The S&P/TSX composite index rose 148.88 points to 21,218.93 with broad gains across sectors.

In New York, the Dow Jones industrial average climbed 196.67 points to 35,950.56. The S&P 500 was up 29.23 points at 4,725.79, while the Nasdaq composite was up 131.48 points at 15,653.37.

The surges came after Statistics Canada announced that the economy grew by 0.8 per cent in October to match expectations.

"It's the third day of Santa Claus rally," said Colin Cieszynski, chief market strategist at SIA Wealth Management, referring to a late December streak of gains that's a common pattern at this time of year.

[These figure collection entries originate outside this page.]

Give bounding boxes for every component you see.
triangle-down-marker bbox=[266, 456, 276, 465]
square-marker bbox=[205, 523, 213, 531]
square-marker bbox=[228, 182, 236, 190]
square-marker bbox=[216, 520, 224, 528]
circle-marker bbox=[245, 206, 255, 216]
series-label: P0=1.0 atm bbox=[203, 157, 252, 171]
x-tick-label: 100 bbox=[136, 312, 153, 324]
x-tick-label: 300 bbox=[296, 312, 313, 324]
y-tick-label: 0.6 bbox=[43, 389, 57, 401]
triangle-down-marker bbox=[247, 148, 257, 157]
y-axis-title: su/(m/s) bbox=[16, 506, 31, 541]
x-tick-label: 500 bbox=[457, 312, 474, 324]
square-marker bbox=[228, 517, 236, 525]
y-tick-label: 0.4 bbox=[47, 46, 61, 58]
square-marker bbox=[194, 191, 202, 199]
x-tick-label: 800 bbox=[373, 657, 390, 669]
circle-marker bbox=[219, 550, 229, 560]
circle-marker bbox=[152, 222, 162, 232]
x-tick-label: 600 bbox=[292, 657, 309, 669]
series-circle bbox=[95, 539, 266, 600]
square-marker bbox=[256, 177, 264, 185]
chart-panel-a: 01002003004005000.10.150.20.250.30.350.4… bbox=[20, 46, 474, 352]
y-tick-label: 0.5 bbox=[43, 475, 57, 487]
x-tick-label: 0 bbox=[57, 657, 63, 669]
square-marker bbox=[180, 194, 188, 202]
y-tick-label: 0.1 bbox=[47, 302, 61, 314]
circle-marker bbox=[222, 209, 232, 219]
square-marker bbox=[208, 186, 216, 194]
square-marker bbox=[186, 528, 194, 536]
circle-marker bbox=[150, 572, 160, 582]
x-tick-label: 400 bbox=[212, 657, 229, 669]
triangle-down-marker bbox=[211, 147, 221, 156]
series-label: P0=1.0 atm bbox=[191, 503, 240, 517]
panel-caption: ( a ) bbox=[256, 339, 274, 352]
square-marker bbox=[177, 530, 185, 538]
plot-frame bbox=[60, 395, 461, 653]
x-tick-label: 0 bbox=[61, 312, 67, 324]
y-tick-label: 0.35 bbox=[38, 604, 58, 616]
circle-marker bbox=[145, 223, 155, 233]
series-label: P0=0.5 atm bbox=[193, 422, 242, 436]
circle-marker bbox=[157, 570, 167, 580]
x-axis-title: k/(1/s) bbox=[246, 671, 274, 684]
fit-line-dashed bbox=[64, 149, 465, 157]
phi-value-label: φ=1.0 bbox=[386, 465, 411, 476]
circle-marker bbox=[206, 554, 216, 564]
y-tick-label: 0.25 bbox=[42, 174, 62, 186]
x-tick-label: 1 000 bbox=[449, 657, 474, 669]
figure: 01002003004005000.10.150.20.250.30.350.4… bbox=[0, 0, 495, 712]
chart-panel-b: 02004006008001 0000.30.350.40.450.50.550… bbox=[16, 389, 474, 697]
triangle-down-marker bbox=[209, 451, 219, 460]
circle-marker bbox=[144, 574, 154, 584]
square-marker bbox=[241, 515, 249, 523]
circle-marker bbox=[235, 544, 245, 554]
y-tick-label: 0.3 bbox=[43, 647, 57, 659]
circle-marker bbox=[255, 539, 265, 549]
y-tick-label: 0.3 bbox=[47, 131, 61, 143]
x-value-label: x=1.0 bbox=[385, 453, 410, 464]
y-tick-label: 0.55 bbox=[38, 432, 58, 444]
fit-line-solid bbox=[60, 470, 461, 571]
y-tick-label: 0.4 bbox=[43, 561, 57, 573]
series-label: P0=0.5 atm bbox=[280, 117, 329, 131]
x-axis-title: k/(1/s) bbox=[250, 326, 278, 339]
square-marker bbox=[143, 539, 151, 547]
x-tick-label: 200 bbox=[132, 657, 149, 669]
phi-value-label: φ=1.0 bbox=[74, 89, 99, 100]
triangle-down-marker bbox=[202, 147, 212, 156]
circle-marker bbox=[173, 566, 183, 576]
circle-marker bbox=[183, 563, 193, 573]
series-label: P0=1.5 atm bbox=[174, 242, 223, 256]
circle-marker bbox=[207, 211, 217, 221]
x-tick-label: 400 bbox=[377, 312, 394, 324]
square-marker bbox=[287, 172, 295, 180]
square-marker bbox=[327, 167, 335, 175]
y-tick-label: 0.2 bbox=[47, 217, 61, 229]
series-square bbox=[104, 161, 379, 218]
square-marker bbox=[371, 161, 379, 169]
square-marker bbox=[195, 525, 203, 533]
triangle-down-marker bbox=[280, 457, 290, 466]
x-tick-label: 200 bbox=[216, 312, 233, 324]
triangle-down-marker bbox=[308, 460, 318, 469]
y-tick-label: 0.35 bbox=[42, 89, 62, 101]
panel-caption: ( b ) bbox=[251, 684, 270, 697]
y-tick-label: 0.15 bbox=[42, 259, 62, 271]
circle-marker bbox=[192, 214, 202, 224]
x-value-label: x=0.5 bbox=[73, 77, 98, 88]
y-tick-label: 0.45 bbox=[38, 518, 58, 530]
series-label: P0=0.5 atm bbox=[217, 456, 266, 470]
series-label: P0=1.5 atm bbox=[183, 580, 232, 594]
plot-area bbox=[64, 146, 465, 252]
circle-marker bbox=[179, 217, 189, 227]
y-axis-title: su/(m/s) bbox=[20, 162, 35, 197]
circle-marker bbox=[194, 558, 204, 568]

"Some of the extreme fears of late have started to ease."

Markets came under intense pressure earlier in the month over fears about the effects of the latest, highly transmissible strain of COVID-19, Cieszynski said. But the U.S. Food and Drug Administration's emergency approval of treatment pills from Pfizer and Merck since Wednesday has helped spur a rebound.

"Also I think the data coming in from overseas suspecting that even though cases may go up, hospitalizations have stayed down — people even have taken a bit of comfort from that as well."

While Omicron continues to propagate in North America, airline and cruise-line stocks have bounced back in the United States. In Canada, S&P/TSX Capped Information Technology Index spiked more than 1.5 per cent Thursday and energy shares held steady.

Partly as a result, the Canadian dollar traded for 78.03 cents US, an uptick from Wednesday's 77.73 cents US.

Nonetheless, Canada hit a record of 14,456 new COVID-19 cases on Wednesday as the federal government expanded support for affected employers and workers. Hospitalizations are also on the rise, though early data suggests Omicron carries less risk of hospitalization than Delta.

"Overall, I think the important thing is that it wasn't just a couple of sectors, it was fairly broad-based gains across the board," Cieszynski said.

He predicted a relatively quiet rest of the week, with markets closing at midday Friday, but questioned how long the post-Monday rebound would last.

"We're still in this kind of sideways trend. Things haven't collapsed or completely gone off the rails," he noted.

"If some of the shorter-term issues go away, that says the investors' support is still there underneath."

The February crude contract was up US$1.03 at US$73.79 per barrel and the February natural gas contract was down 23 cents at US$3.63 per mmBTU.

The February gold contract was up US$9.50 at US$1,811.70 an ounce and the March copper contract was up a tenth of a cent at US$4.39 a pound.